Given that Musk has said himself that his titles don't mean anything[1], and the fact that he chose to give himself the title of Chief Engineer in response to people on Twitter making fun of him, it makes me believe that his self-appointed title as Chief Engineer is about as meaningful as his title of Technoking at Tesla.
Musk isn't an engineer, he has no engineer credentials and isn't licensed to engineer in any country. Moreover, Musk has never engineered anything.
Given the fact that both companies hire hordes of real, licensed and credentialed engineers, says that, yes, the engineers at both companies are responsible for the hard engineering work.
I prefer to stick with actual facts and not feelings or insults. I'm not sure why stating the basic fact that Musk is not an engineer would upset you so much.
It doesnt upset me, it goes against all evidence. There are hours of video online about him answering details about rocket technology, battery technology etc. He is a very technical CEO, not some bullshit artist like the Nikola guy.
He doesnt have an engineering degree, that doesnt mean a whole lot anyways.
This is the exact type of bias that Musk is trying to address with his stake in Twitter.
Nothing you stated can be backed up by anything real - all of it is taken directly from leftists twitter headlines that are more concerned with moral grandstanding then facts.
In the GP’s defense, the most vociferous anti-Elon folks online tend to also identify as leftists. It makes sense that they are because Elon is a capitalist billionaire known for being anti-Union, for overworking employees, and for being a general critic of leftists on his social media. He is the antithesis of most people on the left’s ideology.
>”Is asking that you practice what you preach leftwing these days?
Is being a two-faced lyer a concervative value?”
Now this is just playing dirty. This is a rhetorical cheap shot combined with moral grandstanding while also being nakedly partisan at the same time.
For years I used to be a fan of both Elon and Steve jobs, but when I learn about how Jobs treated his child or the 'diver saving kids in a cave is a pedo' incident, I have to conclude that they are shitty people.
I can imagine how a man forces another man out of a company, offers him a rotten deal or even robs him at gunpoint.
I cannot understand how a man abandons his child in poverty. The degree of irresponsibility required to live with yourself, to me is incomprehensible.

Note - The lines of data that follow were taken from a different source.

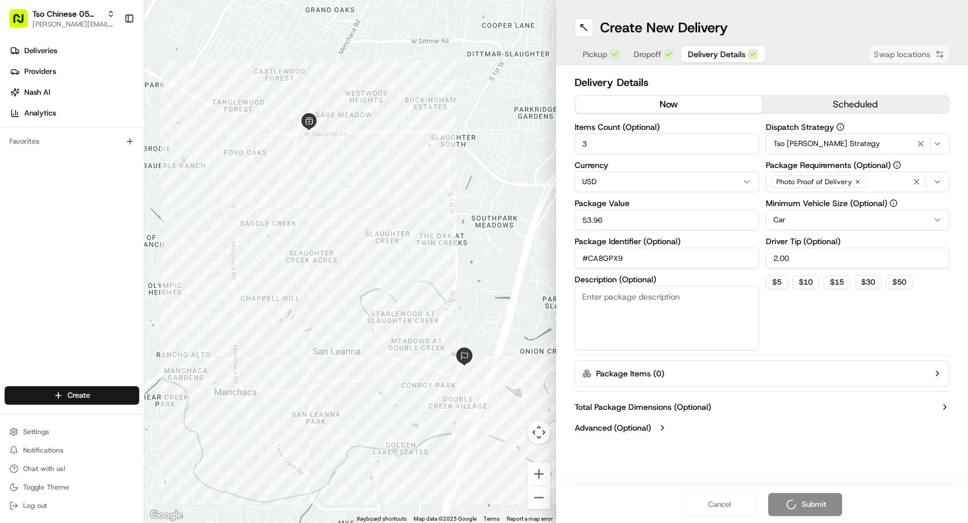 The image size is (968, 523). Describe the element at coordinates (857, 241) in the screenshot. I see `label: Driver Tip (Optional)` at that location.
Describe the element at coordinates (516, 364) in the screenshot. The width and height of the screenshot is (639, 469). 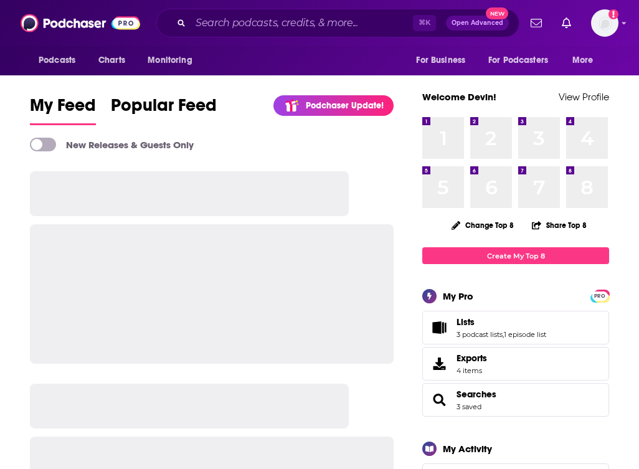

Elon's 'pedo incident' is simpler - he tried to butt in into a rescue mission with a submarine PR project, made a fool of himself, and instead of admitting his mistake has displayed infantilism and self control of a moody teenager. He could have shown at least some respect to the diver that has saved many lives. So maybe not irredeemable, but does not sound like someone you'd invite over for dinner.
Maybe it's not their fault, maybe the flaw is in our society and when you become super rich and people line up in a mile long-queue to kiss your ass, it starts messing with your head and you really start to believe that the sun shines out of your arsehole and other people are lesser to you, the ubermench. Thats just a hypothesis.
I know right wing people who hate both of them, reasons vary: disrespecting family values, pushing green agenda, whatever.
But sometimes you dislike a person because they are a shitty person, and it has to do with their action, not political leanings.
Really I just don’t think anyone should be above the real hands on work of supporting their existence.
Term limits for these roles should be explicit, not a game of they who can possess the most minds the longest wins.
The promise of human colonization of all of space time is still a high minded fantasy which makes this “hype/gossip my way to wealth” seemed designed to intentionally manipulate the same basal biology religion accidentally latched onto.
Who knows, maybe rockets to Mars are all wrong and we should be doing something completely different; information doesn’t need to just travel in a ship, but Star Trek seems to live long and prosper in his head.
All of it is taken from him not releasing source code.
From him not unionizing his companies.
From the officially documented history of his business acquisitions where he bought up business that already existed.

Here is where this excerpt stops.